Monday, January 30, 2023

Assessing executive authority behind Biden's parole program for Venezuela

Recently, I was asked by a reporter how the challenge to Biden's executive authority to issue a student loan relief program implicates immigration policy. The most pressing immigration example is the humanitarian parole program for Venezuelan and Cuban, Haitian, Nicaraguan asylum seekers. Other examples of immigration programs that rest on Presidential authority similarly rely on the president's constitutional powers or pure executive discretion similar to parole. These include special parole programs to benefit Ukraine, Haiti, Cuba, Central American youth, and historically military families, Filipino, Vietnam, Laos, and earlier waves of Haitians and Cubans. Afghanistan does not have a special program, but they fall into mechanisms for the evacuation and settlement of Afghan citizens following the military withdrawal. Whether or not they are legally authorized turns partly on the design of the program, as well as the Constitutional and statutory claims. (Stuart Anderson wrote about the refugee crisis on the Immigrationprof blog here.)

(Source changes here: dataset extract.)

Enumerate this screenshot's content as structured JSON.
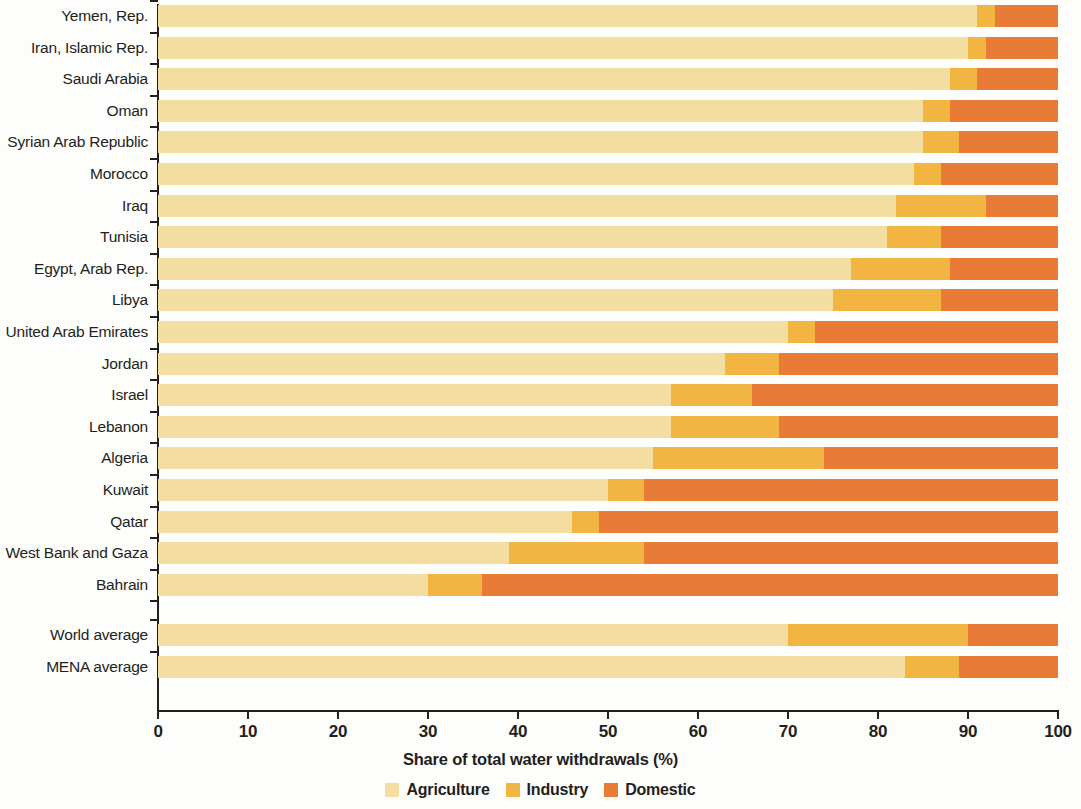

The other executive actions currently before the US Supreme Court include regulaton of the US-Mexico border through Title 42 and the DHS enforcement priorities. They may turn on cross-cutting issues about the INA and other substantive policies. The recent decision upholding Biden's decision to end the Migration Protection Protocols (and here) may bear on these rulings, too. 

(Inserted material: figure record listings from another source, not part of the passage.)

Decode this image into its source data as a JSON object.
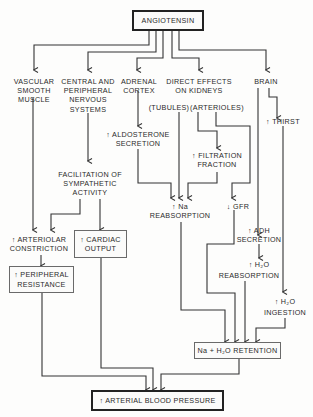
{
  "diagram": {
    "root": "ANGIOTENSIN",
    "targets": {
      "vascular": "VASCULAR\nSMOOTH\nMUSCLE",
      "nervous": "CENTRAL AND\nPERIPHERAL\nNERVOUS\nSYSTEMS",
      "adrenal": "ADRENAL\nCORTEX",
      "kidneys": "DIRECT EFFECTS\nON KIDNEYS",
      "brain": "BRAIN"
    },
    "kidney_sites": {
      "tubules": "(TUBULES)",
      "arterioles": "(ARTERIOLES)"
    },
    "effects": {
      "thirst": "↑ THIRST",
      "aldosterone": "↑ ALDOSTERONE\nSECRETION",
      "filtration": "↑ FILTRATION\nFRACTION",
      "sympathetic": "FACILITATION OF\nSYMPATHETIC\nACTIVITY",
      "na_reabsorption": "↑ Na\nREABSORPTION",
      "gfr": "↓ GFR",
      "adh": "↑ ADH\nSECRETION",
      "arteriolar": "↑ ARTERIOLAR\nCONSTRICTION",
      "cardiac": "↑ CARDIAC\nOUTPUT",
      "h2o_reabsorption_1": "↑ H₂O",
      "h2o_reabsorption_2": "REABSORPTION",
      "peripheral": "↑ PERIPHERAL\nRESISTANCE",
      "h2o_ingestion_1": "↑ H₂O",
      "h2o_ingestion_2": "INGESTION",
      "retention": "Na + H₂O RETENTION"
    },
    "outcome": "↑ ARTERIAL BLOOD PRESSURE"
  }
}
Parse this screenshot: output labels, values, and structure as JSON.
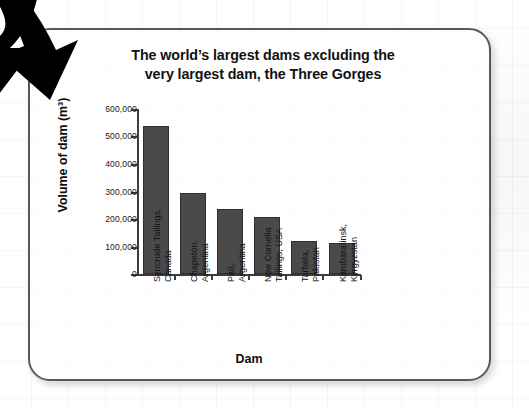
{
  "chart_data": {
    "type": "bar",
    "title_line1": "The world’s largest dams excluding the",
    "title_line2": "very largest dam, the Three Gorges",
    "xlabel": "Dam",
    "ylabel": "Volume of dam (m³)",
    "categories": [
      "Syncrude Tailings, Canada",
      "Chapetón, Argentina",
      "Pati, Argentina",
      "New Cornelia Tailings, USA",
      "Tarbela, Pakistan",
      "Kambaratinsk, Kyrgyzstan"
    ],
    "category_lines": [
      [
        "Syncrude Tailings,",
        "Canada"
      ],
      [
        "Chapetón,",
        "Argentina"
      ],
      [
        "Pati,",
        "Argentina"
      ],
      [
        "New Cornelia",
        "Tailings, USA"
      ],
      [
        "Tarbela,",
        "Pakistan"
      ],
      [
        "Kambaratinsk,",
        "Kyrgyzstan"
      ]
    ],
    "values": [
      540000,
      296000,
      238000,
      209000,
      121000,
      112000
    ],
    "ylim": [
      0,
      600000
    ],
    "ytick_values": [
      600000,
      500000,
      400000,
      300000,
      200000,
      100000,
      0
    ],
    "ytick_labels": [
      "600,000",
      "500,000",
      "400,000",
      "300,000",
      "200,000",
      "100,000",
      "0"
    ],
    "grid": false,
    "legend": "none",
    "bar_color": "#4a4a4a",
    "axis_color": "#3c3c3c"
  },
  "card": {
    "border_color": "#595959",
    "background": "#ffffff"
  },
  "decoration": {
    "arrow_name": "curved-down-right-arrow",
    "arrow_color": "#000000"
  }
}
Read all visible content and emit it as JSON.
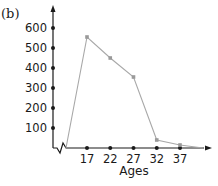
{
  "panel_label": "(b)",
  "chart_data": {
    "type": "line",
    "title": "",
    "xlabel": "Ages",
    "ylabel": "",
    "x": [
      17,
      22,
      27,
      32,
      37
    ],
    "series": [
      {
        "name": "frequency",
        "values": [
          555,
          450,
          355,
          40,
          15
        ]
      }
    ],
    "x_tick_labels": [
      "17",
      "22",
      "27",
      "32",
      "37"
    ],
    "y_tick_labels": [
      "100",
      "200",
      "300",
      "400",
      "500",
      "600"
    ],
    "y_ticks": [
      100,
      200,
      300,
      400,
      500,
      600
    ],
    "ylim": [
      0,
      650
    ],
    "grid": false,
    "legend": null,
    "axis_break": "y-axis break (zigzag) near origin",
    "line_color": "#a8a8a8",
    "marker_color": "#9a9a9a",
    "axis_color": "#1a1a1a"
  }
}
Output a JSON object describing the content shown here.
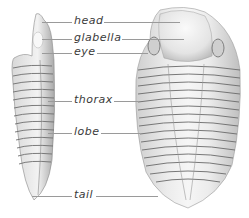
{
  "diagram": {
    "views": [
      "side view",
      "top view"
    ],
    "labels": [
      {
        "id": "head",
        "text": "head",
        "y": 21,
        "x": 73
      },
      {
        "id": "glabella",
        "text": "glabella",
        "y": 38,
        "x": 73
      },
      {
        "id": "eye",
        "text": "eye",
        "y": 52,
        "x": 73
      },
      {
        "id": "thorax",
        "text": "thorax",
        "y": 100,
        "x": 73
      },
      {
        "id": "lobe",
        "text": "lobe",
        "y": 132,
        "x": 73
      },
      {
        "id": "tail",
        "text": "tail",
        "y": 195,
        "x": 73
      }
    ],
    "colors": {
      "background": "#ffffff",
      "ink": "#3a3a3a",
      "leader": "#9a9a9a",
      "shell_light": "#e8e8e8",
      "shell_dark": "#6e6e6e"
    }
  }
}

Still others challenges are to executive programs accompanied by agency actions (e.g. DACA) and primarily entail APA challenges. (Among other copious writings, see a compilation of the agency examples in my co-authored piece with Daimeon Shanks that will come out in the Maryland Law Review in a few weeks.)

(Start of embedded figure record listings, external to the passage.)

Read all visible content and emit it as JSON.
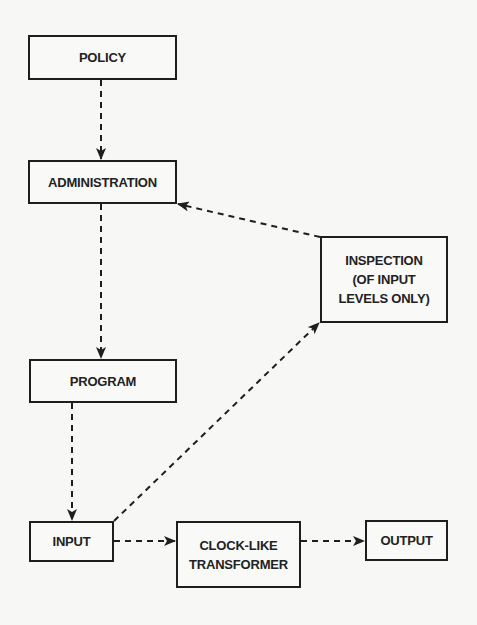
{
  "diagram": {
    "type": "flowchart",
    "colors": {
      "background": "#f7f7f5",
      "stroke": "#1e1e1e",
      "text": "#222222"
    },
    "nodes": {
      "policy": {
        "label": "POLICY"
      },
      "administration": {
        "label": "ADMINISTRATION"
      },
      "program": {
        "label": "PROGRAM"
      },
      "inspection": {
        "lines": [
          "INSPECTION",
          "(OF INPUT",
          "LEVELS ONLY)"
        ]
      },
      "input": {
        "label": "INPUT"
      },
      "transformer": {
        "lines": [
          "CLOCK-LIKE",
          "TRANSFORMER"
        ]
      },
      "output": {
        "label": "OUTPUT"
      }
    },
    "edges": [
      {
        "from": "POLICY",
        "to": "ADMINISTRATION",
        "style": "dashed-arrow"
      },
      {
        "from": "ADMINISTRATION",
        "to": "PROGRAM",
        "style": "dashed-arrow"
      },
      {
        "from": "PROGRAM",
        "to": "INPUT",
        "style": "dashed-arrow"
      },
      {
        "from": "INPUT",
        "to": "CLOCK-LIKE TRANSFORMER",
        "style": "dashed-arrow"
      },
      {
        "from": "CLOCK-LIKE TRANSFORMER",
        "to": "OUTPUT",
        "style": "dashed-arrow"
      },
      {
        "from": "INPUT",
        "to": "INSPECTION (OF INPUT LEVELS ONLY)",
        "style": "dashed-arrow"
      },
      {
        "from": "INSPECTION (OF INPUT LEVELS ONLY)",
        "to": "ADMINISTRATION",
        "style": "dashed-arrow"
      }
    ]
  }
}
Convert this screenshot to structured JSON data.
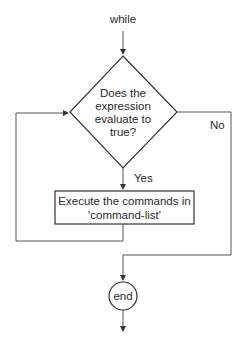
{
  "diagram": {
    "type": "flowchart",
    "title": "while",
    "nodes": {
      "start": {
        "label": "while"
      },
      "decision": {
        "lines": [
          "Does the",
          "expression",
          "evaluate to",
          "true?"
        ]
      },
      "process": {
        "lines": [
          "Execute the commands in",
          "'command-list'"
        ]
      },
      "end": {
        "label": "end"
      }
    },
    "edges": {
      "yes_label": "Yes",
      "no_label": "No"
    },
    "colors": {
      "stroke": "#333333",
      "edge": "#555555",
      "text": "#2a2a2a",
      "background": "#ffffff"
    }
  }
}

What struck me about the inquiry is the number and range of programs under the Biden adminstration and on the heels of the Trump and Obama administrations. I was also struck by the range of other policy arenas that may be implicated, including the environment. What it points to is that immigration law has become a fertile site for understanding the core of administrative law; it is no longer an exceptional case.